Under the Fair Trade label, farmers must follow sustainable practices for disposing of hazardous waste as well as maintain buffer zones around bodies of water to prevent contamination. Water and soil conservation is also stressed.

Shade-Grown Coffee

Shade-grown coffee is simply coffee that has been grown in the shade—under a tree canopy. There are a couple of benefits to shade-grown coffee: first, many swear that it tastes better. After all, it is the traditional way that coffee has been grown. Second, shade-grown coffee is better for the environment because it prevents a monoculture of coffee from occurring. Instead of having acres and acres of just coffee, every few feet a shade tree is planted. This helps cut back on diseases that monocultures are vulnerable too, it’s better for the soil (less erosion) and it encourages birds and other animals to inhabit the area.

However, there is no government or third party certification for shade-grown coffee. Essentially any producer or seller could slap the term “shade-grown” onto their coffee even if it’s not true. Therefore, you can never be sure how exactly your coffee was grown.

Darla Antoine is an enrolled member of the Okanagan Indian Band in British Columbia and grew up in Eastern Washington State. For three years, she worked as a newspaper reporter in the Midwest, reporting on issues relevant to the Native and Hispanic communities, and most recently served as a producer for Native America Calling. In 2011, she moved to Costa Rica, where she currently lives with her husband and their infant son. She lives on an organic and sustainable farm in the “cloud forest”—the highlands of Costa Rica, 9,000 feet above sea level. Due to the high elevation, the conditions for farming and gardening are similar to that of the Pacific Northwest—cold and rainy for most of the year with a short growing season. Antoine has an herb garden, green house, a bee hive, cows, a goat, and two trout ponds stocked with hundreds of rainbow trout.

 

Read more at http://indiancountrytodaymedianetwork.com/2014/02/16/how-choose-ethical-coffee-support-our-global-indigenous-family-153595

Environmentalists fighting Otter’s dam projects

Feb 14 2014 Associated Press

BOISE, Idaho –

Environmentalists are worried about new and expanded dams on southwestern Idaho rivers after lawmakers voted to inject millions into studying water storage projects pushed by Gov. C.L. “Butch” Otter.

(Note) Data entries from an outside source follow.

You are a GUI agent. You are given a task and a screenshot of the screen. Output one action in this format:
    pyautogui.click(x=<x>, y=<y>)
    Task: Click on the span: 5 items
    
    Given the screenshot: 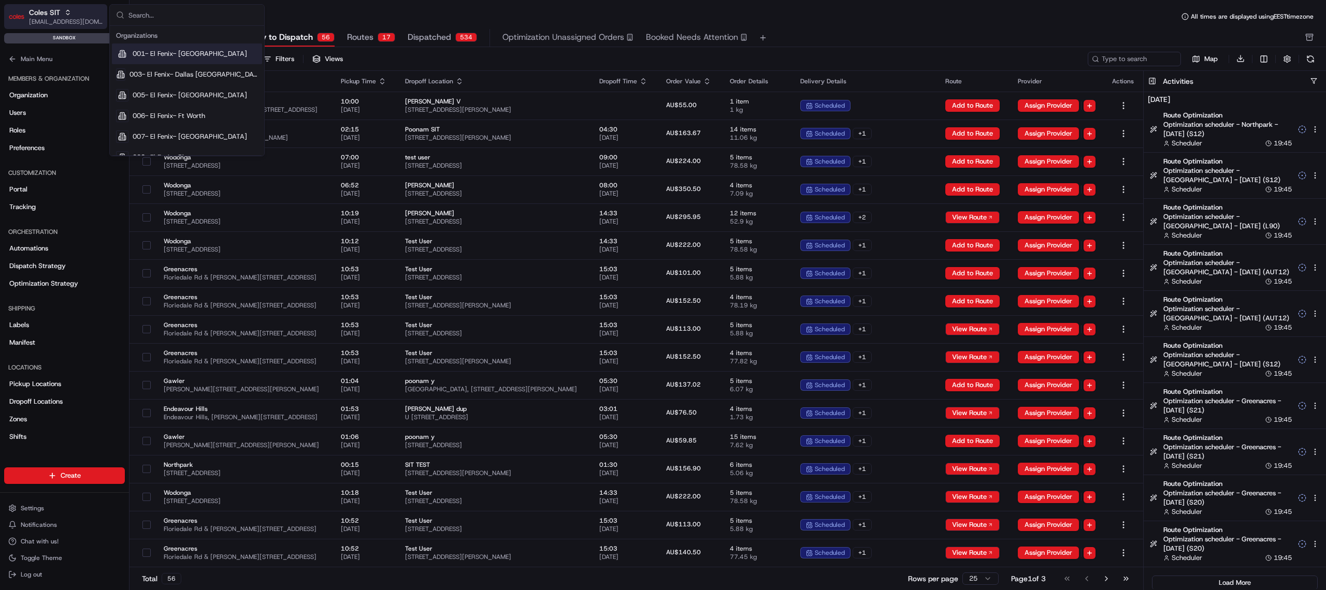 What is the action you would take?
    pyautogui.click(x=757, y=157)
    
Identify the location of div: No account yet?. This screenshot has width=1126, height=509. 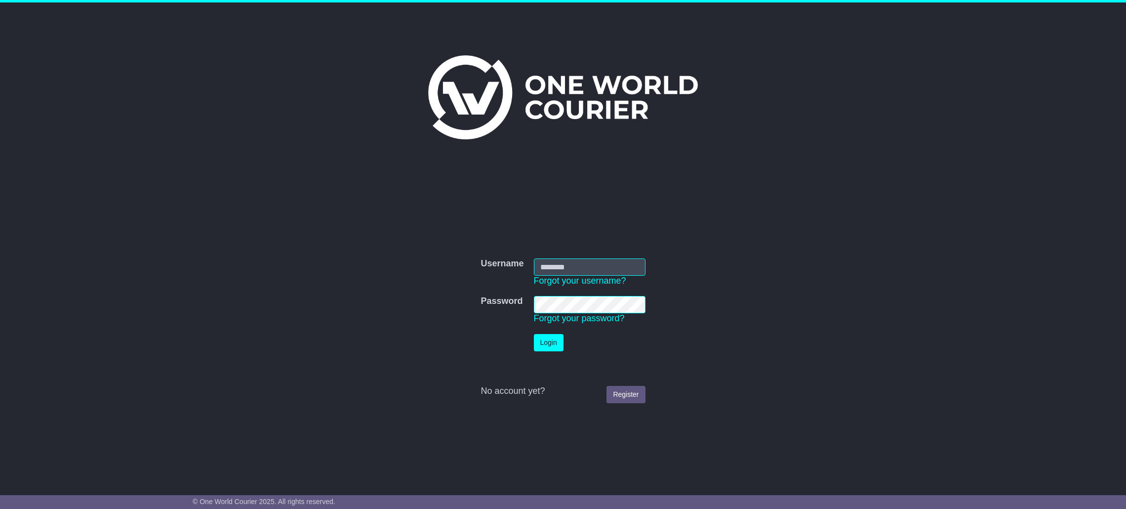
(562, 391).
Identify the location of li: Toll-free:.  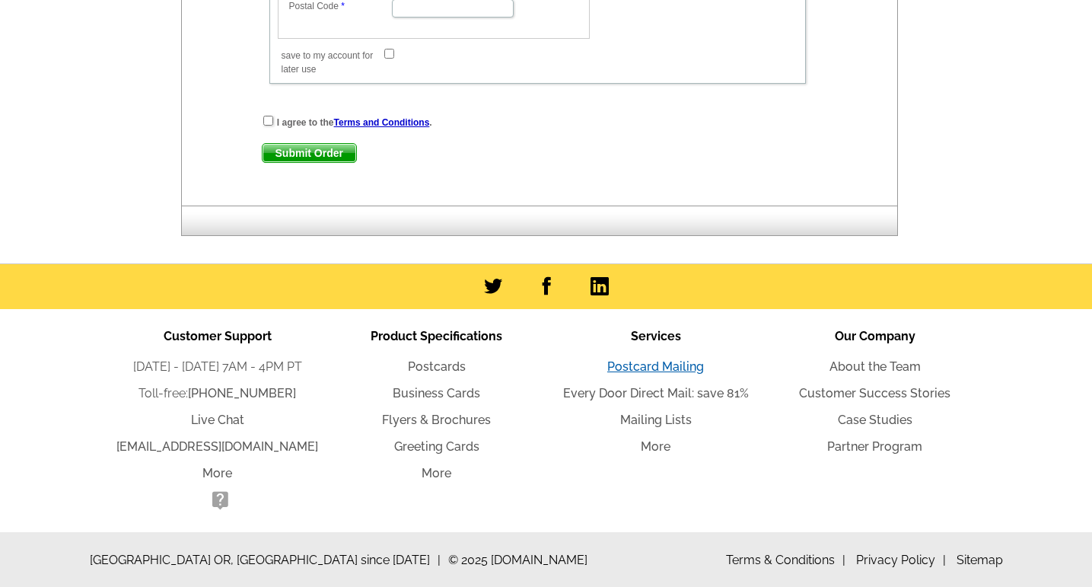
(218, 394).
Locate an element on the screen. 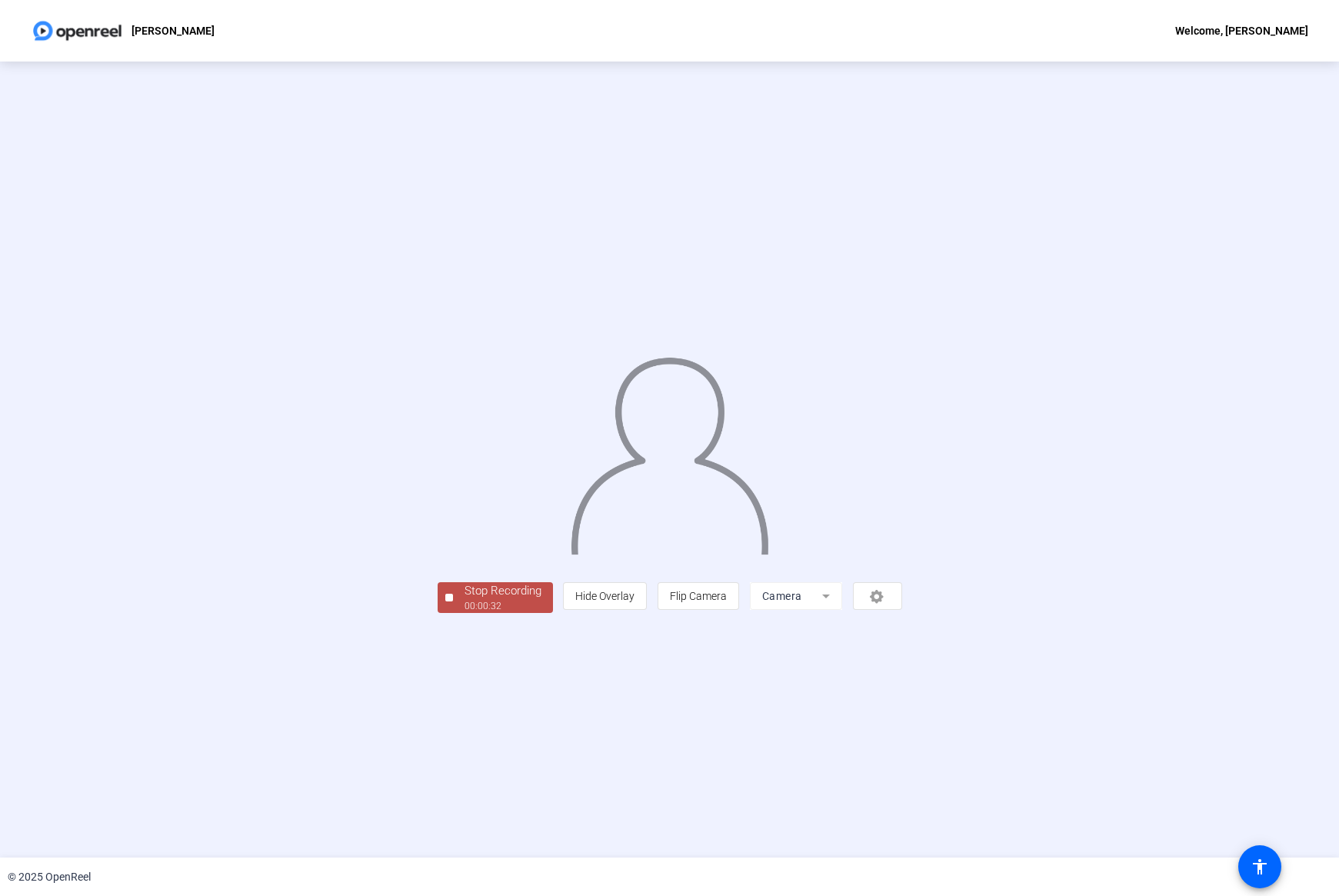  div: Stop Recording is located at coordinates (503, 591).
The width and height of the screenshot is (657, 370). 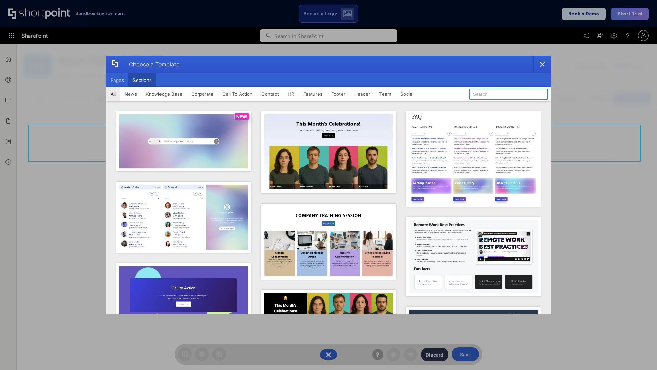 I want to click on button: Sections, so click(x=142, y=80).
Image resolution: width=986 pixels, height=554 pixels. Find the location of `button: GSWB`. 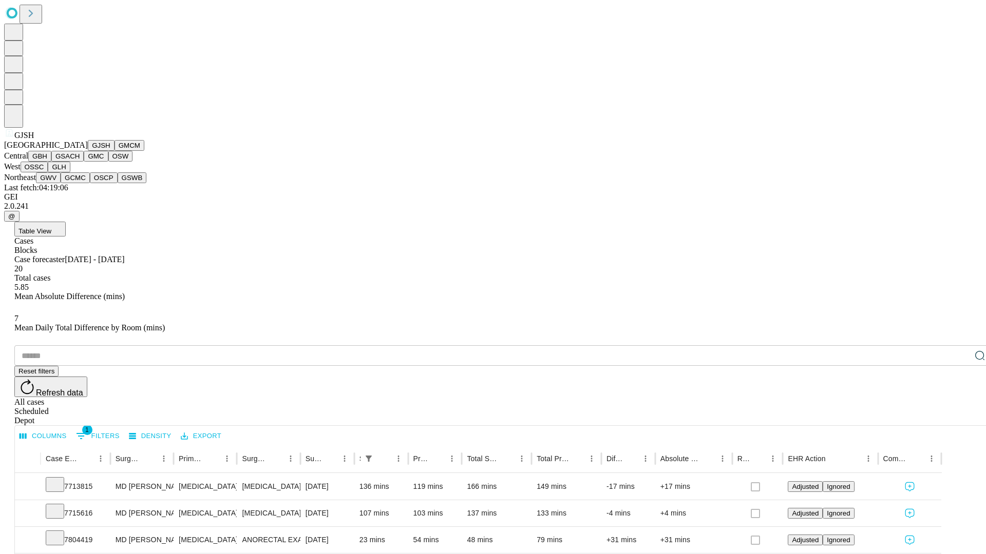

button: GSWB is located at coordinates (132, 178).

Idaho Rivers United Thursday formally opposed what could be $1.3 billion in dams on the Boise and Weiser rivers.

A day earlier, the House voted unanimously to spend $3.5 million to complete initial studies.

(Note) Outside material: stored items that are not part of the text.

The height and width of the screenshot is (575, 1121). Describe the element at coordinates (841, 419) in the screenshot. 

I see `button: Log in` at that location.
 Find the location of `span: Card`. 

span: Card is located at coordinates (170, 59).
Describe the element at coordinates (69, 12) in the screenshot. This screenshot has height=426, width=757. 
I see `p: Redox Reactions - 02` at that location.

In a press release, however, the Boise-based group touted 650 signatures on a petition urging lawmakers to scuttle the projects and instead work on healthy river flows, natural habitat and water quality.

 On the Weiser River, Otter wants a $500 million dam.

He’s also pushing an $800 million expansion of Arrowrock Dam on the Boise.

Arrowrock Dam, Idaho
Arrowrock Dam, Idaho

The bill funding studies of the projects now is in the Senate.